A team of US researchers has developed an automated system that corrects sentences and updates information on Wikipedia, while keeping the language similar to how humans write and edit.
Wikipedia is a digital multilingual encyclopedia that can be edited by any user. The articles published on Wikipedia are available to all people who have Internet access, reported the German News Agency.
Wikipedia comprises millions of articles that are in constant need of correction and editing on different levels such as language mistakes, numbers, data, and locations. According to the Tech Xplore website, the new automated system developed by researchers at the Massachusetts Institute of Technology (MIT) can reduce the time and effort spent by human editors who now do the task manually.

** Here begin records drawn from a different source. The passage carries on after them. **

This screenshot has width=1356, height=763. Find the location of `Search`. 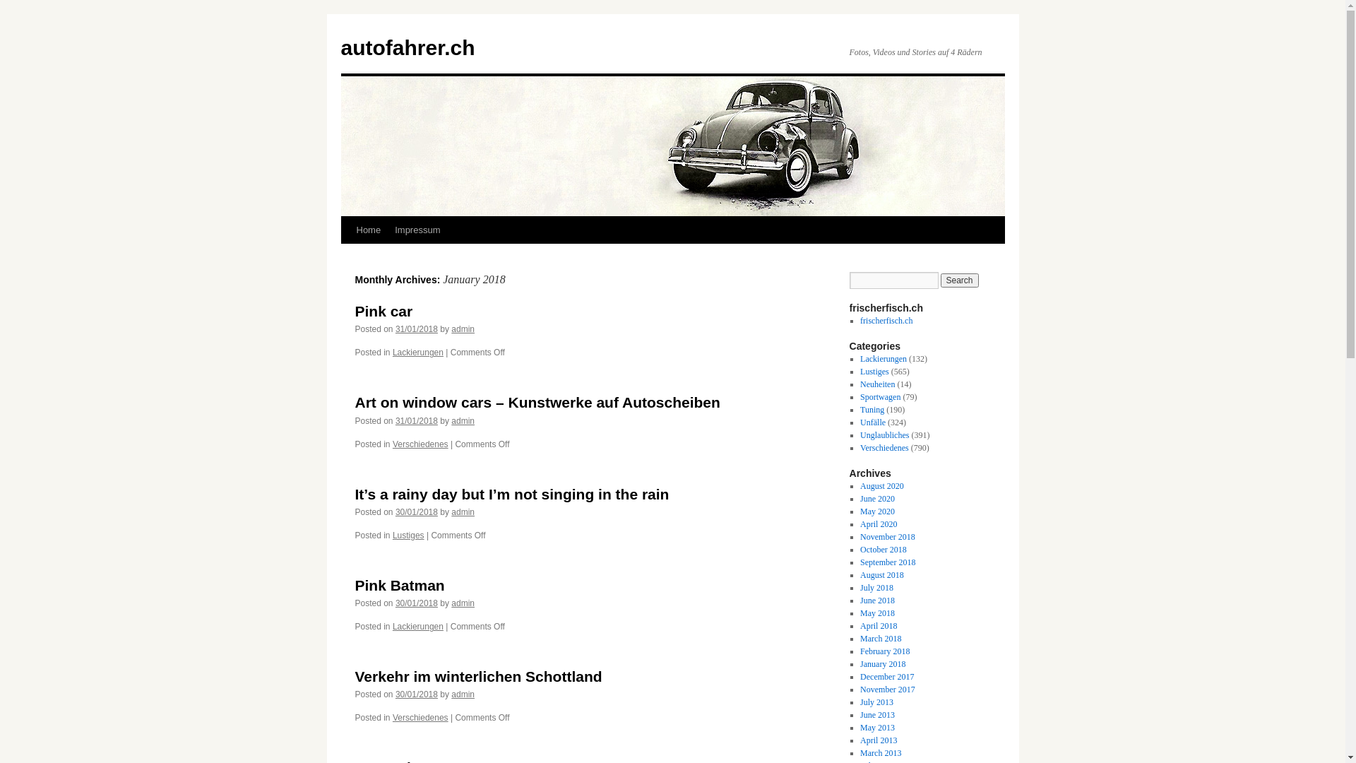

Search is located at coordinates (960, 280).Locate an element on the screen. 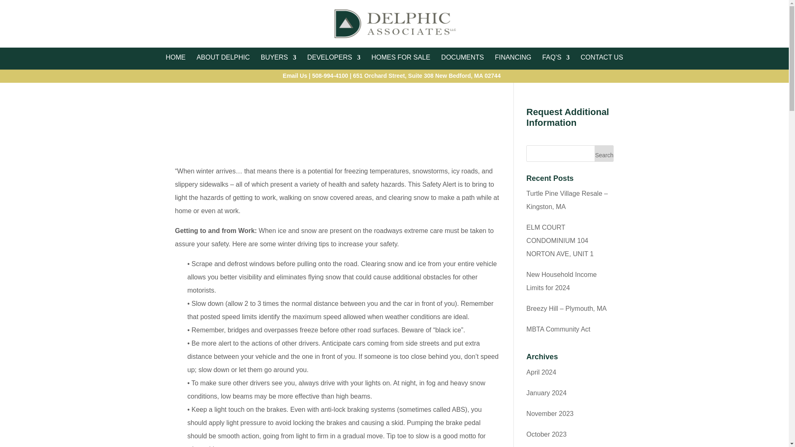 This screenshot has width=795, height=447. Email Us is located at coordinates (295, 75).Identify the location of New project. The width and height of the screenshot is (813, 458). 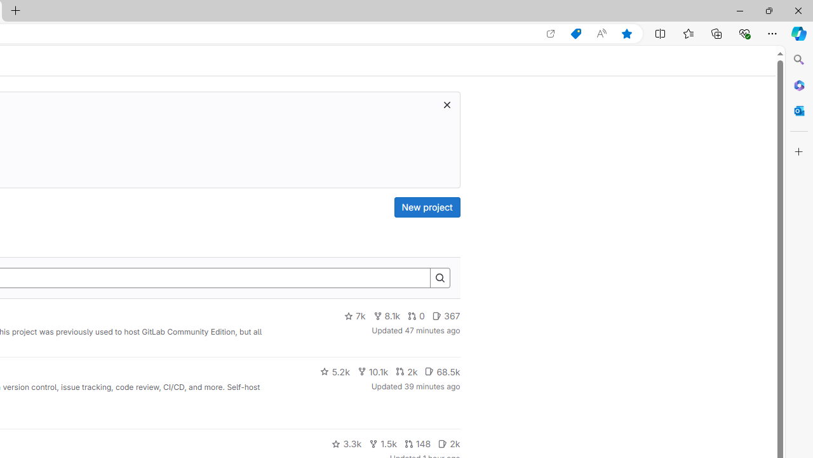
(427, 207). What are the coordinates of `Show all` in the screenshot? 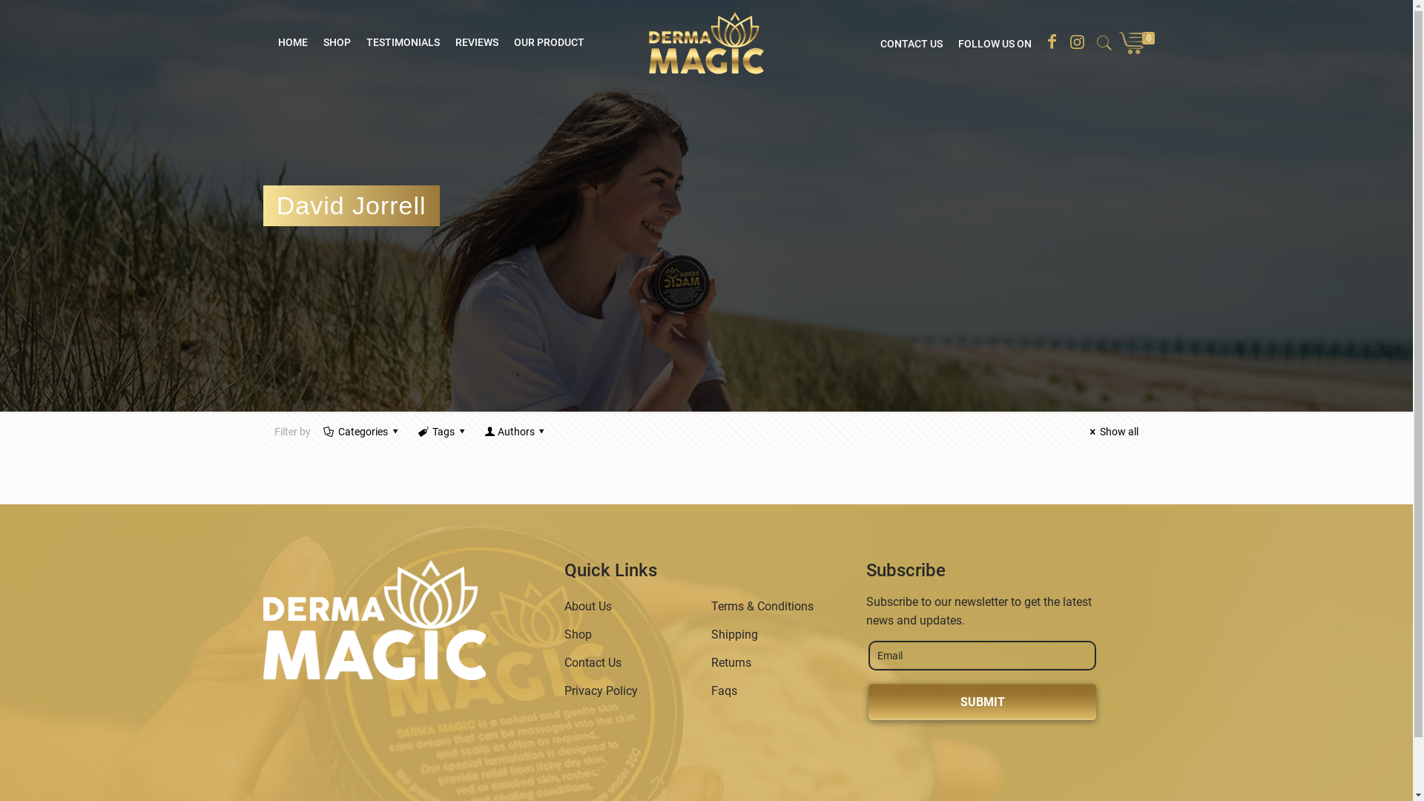 It's located at (1112, 432).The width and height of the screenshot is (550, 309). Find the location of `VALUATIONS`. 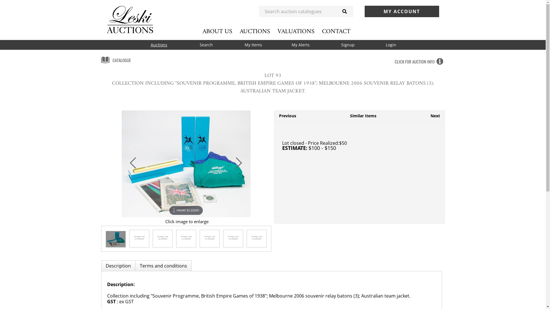

VALUATIONS is located at coordinates (296, 32).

The idea is that humans would type into an interface an unstructured sentence with updated information, without needing to worry about style or grammar. The system would then search Wikipedia, locate the appropriate page and outdated sentence, and rewrite it in a humanlike fashion.
The Tech Xplore website cited Darsh Shah, researcher at MIT's Computer Science and Artificial Intelligence Laboratory, saying "There are so many updates constantly needed to Wikipedia articles. It would be beneficial to automatically modify the articles, with little to no human intervention."
"Instead of hundreds of people working on modifying each Wikipedia article, then you'll only need a few, because the model is helping or doing it automatically," he added.
In the future, the researchers say, there's potential to build a fully automated system that identifies and uses the latest information from around the web to produce rewritten sentences in corresponding Wikipedia articles without human intervention.